History of the Catholic Church from the Renaissance to the French Revolution — Volume 2
1558
History of the Catholic Church from the Renaissance to the French Revolution — Volume 2
1558
The Catholic Church did not decline quietly. Between the Renaissance and the French Revolution, it weathered the Protestant Reformation, the Counter-Reformation, the wars of religion, and the gradual erosion of its political power across Europe. This volume traces that tumultuous transformation with scholarly precision and narrative clarity, examining how the Church adapted, resisted, and sometimes collapsed in the face of unprecedented challenges. MacCaffrey opens with the religious landscape of Tudor England, where Henry VII's consolidation of royal power set the stage for the most consequential rupture in Western Christianity. The narrative moves through Henry VIII's infamous marriage crisis and the political calculations that birthed the English Reformation, challenging the myth of a populace blindly跟随 religious authority. The book illuminates how absolutist monarchs chipped away at ecclesiastical privilege while the Church itself struggled between reform and retrenchment. What emerges is not simply a story of institutional decline, but of an organization constantly renegotiating its relationship with secular power, popular devotion, and its own spiritual mission. For readers seeking to understand how the modern divide between church and state took shape, or how a pan-European institution survived its greatest crisis, this volume provides the historical depth and analytical rigor that make the past legible.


■ Goal of the exercise ■
Copy every record word for word. Pictures are not part of the copy.
□ □ □ □ □
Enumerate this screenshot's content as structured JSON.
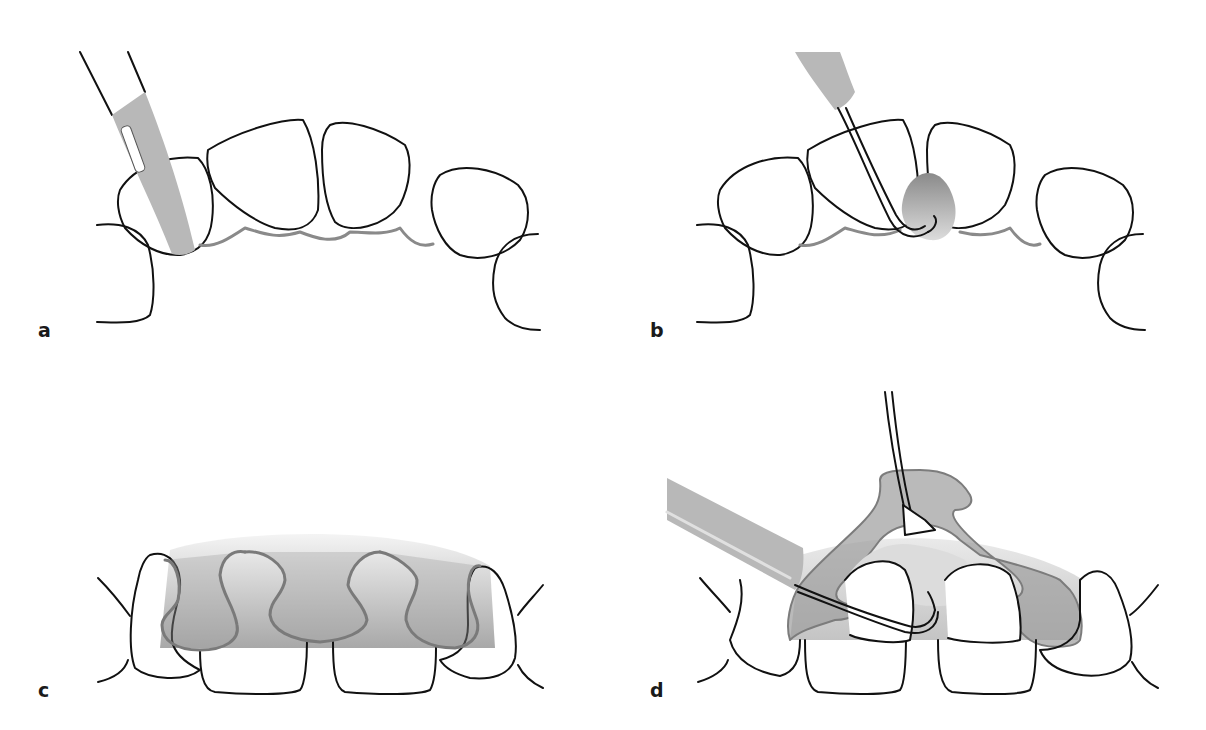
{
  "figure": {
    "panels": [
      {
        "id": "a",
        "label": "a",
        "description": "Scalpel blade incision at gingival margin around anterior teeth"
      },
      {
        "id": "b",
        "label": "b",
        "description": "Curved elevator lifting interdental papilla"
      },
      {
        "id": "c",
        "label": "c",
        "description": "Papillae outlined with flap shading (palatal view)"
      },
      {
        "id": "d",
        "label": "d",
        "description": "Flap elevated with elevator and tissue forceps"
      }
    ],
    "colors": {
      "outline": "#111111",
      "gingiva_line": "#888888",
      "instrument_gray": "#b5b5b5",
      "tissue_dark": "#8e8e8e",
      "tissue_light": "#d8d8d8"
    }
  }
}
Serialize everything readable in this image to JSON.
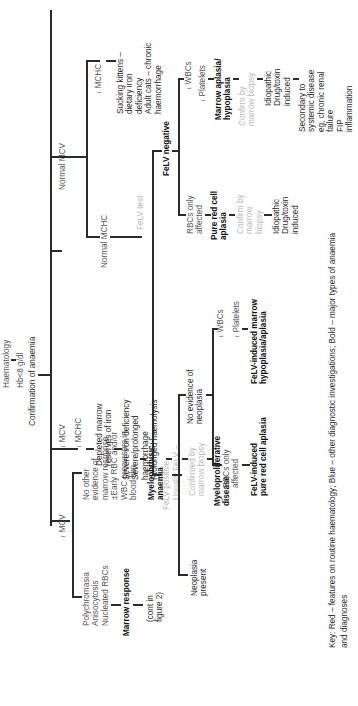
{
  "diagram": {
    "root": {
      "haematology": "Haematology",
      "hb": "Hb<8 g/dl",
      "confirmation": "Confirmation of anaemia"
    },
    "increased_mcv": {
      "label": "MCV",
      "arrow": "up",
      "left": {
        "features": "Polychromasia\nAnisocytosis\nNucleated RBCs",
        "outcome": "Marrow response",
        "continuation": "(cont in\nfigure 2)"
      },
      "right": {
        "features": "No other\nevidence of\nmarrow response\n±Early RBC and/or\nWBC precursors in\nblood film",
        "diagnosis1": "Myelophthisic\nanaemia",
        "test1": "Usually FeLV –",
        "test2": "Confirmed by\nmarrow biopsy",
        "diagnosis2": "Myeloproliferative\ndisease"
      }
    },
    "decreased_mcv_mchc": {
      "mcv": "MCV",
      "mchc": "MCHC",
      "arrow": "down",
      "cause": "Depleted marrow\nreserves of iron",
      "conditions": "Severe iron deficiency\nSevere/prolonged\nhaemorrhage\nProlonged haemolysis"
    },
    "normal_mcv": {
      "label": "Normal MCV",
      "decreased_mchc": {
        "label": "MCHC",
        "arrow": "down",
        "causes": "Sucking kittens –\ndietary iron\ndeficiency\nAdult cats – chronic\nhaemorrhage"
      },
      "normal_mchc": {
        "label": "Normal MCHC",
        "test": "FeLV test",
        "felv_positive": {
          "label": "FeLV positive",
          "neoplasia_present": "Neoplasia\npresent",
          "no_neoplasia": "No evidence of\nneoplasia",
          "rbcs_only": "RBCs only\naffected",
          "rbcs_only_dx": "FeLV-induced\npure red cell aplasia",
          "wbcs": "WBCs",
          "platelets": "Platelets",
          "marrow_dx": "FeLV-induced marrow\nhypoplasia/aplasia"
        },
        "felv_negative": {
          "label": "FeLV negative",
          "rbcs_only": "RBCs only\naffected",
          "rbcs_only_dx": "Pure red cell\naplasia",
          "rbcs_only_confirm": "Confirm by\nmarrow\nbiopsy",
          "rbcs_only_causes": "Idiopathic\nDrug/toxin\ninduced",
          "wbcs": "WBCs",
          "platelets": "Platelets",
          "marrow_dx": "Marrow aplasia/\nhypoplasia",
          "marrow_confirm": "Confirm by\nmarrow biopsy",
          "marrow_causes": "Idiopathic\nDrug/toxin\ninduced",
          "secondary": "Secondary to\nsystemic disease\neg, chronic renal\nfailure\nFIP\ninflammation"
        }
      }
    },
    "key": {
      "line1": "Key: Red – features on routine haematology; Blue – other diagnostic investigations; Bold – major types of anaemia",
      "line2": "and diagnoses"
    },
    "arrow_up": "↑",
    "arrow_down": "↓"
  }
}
□ □ □ □ □
■ Worked solution ■
Enumerate this screenshot's content as structured JSON.
{
  "figure": {
    "panels": [
      {
        "id": "a",
        "label": "a",
        "description": "Scalpel blade incision at gingival margin around anterior teeth"
      },
      {
        "id": "b",
        "label": "b",
        "description": "Curved elevator lifting interdental papilla"
      },
      {
        "id": "c",
        "label": "c",
        "description": "Papillae outlined with flap shading (palatal view)"
      },
      {
        "id": "d",
        "label": "d",
        "description": "Flap elevated with elevator and tissue forceps"
      }
    ],
    "colors": {
      "outline": "#111111",
      "gingiva_line": "#888888",
      "instrument_gray": "#b5b5b5",
      "tissue_dark": "#8e8e8e",
      "tissue_light": "#d8d8d8"
    }
  }
}
Serialize everything readable in this image to JSON.
{
  "diagram": {
    "root": {
      "haematology": "Haematology",
      "hb": "Hb<8 g/dl",
      "confirmation": "Confirmation of anaemia"
    },
    "increased_mcv": {
      "label": "MCV",
      "arrow": "up",
      "left": {
        "features": "Polychromasia\nAnisocytosis\nNucleated RBCs",
        "outcome": "Marrow response",
        "continuation": "(cont in\nfigure 2)"
      },
      "right": {
        "features": "No other\nevidence of\nmarrow response\n±Early RBC and/or\nWBC precursors in\nblood film",
        "diagnosis1": "Myelophthisic\nanaemia",
        "test1": "Usually FeLV –",
        "test2": "Confirmed by\nmarrow biopsy",
        "diagnosis2": "Myeloproliferative\ndisease"
      }
    },
    "decreased_mcv_mchc": {
      "mcv": "MCV",
      "mchc": "MCHC",
      "arrow": "down",
      "cause": "Depleted marrow\nreserves of iron",
      "conditions": "Severe iron deficiency\nSevere/prolonged\nhaemorrhage\nProlonged haemolysis"
    },
    "normal_mcv": {
      "label": "Normal MCV",
      "decreased_mchc": {
        "label": "MCHC",
        "arrow": "down",
        "causes": "Sucking kittens –\ndietary iron\ndeficiency\nAdult cats – chronic\nhaemorrhage"
      },
      "normal_mchc": {
        "label": "Normal MCHC",
        "test": "FeLV test",
        "felv_positive": {
          "label": "FeLV positive",
          "neoplasia_present": "Neoplasia\npresent",
          "no_neoplasia": "No evidence of\nneoplasia",
          "rbcs_only": "RBCs only\naffected",
          "rbcs_only_dx": "FeLV-induced\npure red cell aplasia",
          "wbcs": "WBCs",
          "platelets": "Platelets",
          "marrow_dx": "FeLV-induced marrow\nhypoplasia/aplasia"
        },
        "felv_negative": {
          "label": "FeLV negative",
          "rbcs_only": "RBCs only\naffected",
          "rbcs_only_dx": "Pure red cell\naplasia",
          "rbcs_only_confirm": "Confirm by\nmarrow\nbiopsy",
          "rbcs_only_causes": "Idiopathic\nDrug/toxin\ninduced",
          "wbcs": "WBCs",
          "platelets": "Platelets",
          "marrow_dx": "Marrow aplasia/\nhypoplasia",
          "marrow_confirm": "Confirm by\nmarrow biopsy",
          "marrow_causes": "Idiopathic\nDrug/toxin\ninduced",
          "secondary": "Secondary to\nsystemic disease\neg, chronic renal\nfailure\nFIP\ninflammation"
        }
      }
    },
    "key": {
      "line1": "Key: Red – features on routine haematology; Blue – other diagnostic investigations; Bold – major types of anaemia",
      "line2": "and diagnoses"
    },
    "arrow_up": "↑",
    "arrow_down": "↓"
  }
}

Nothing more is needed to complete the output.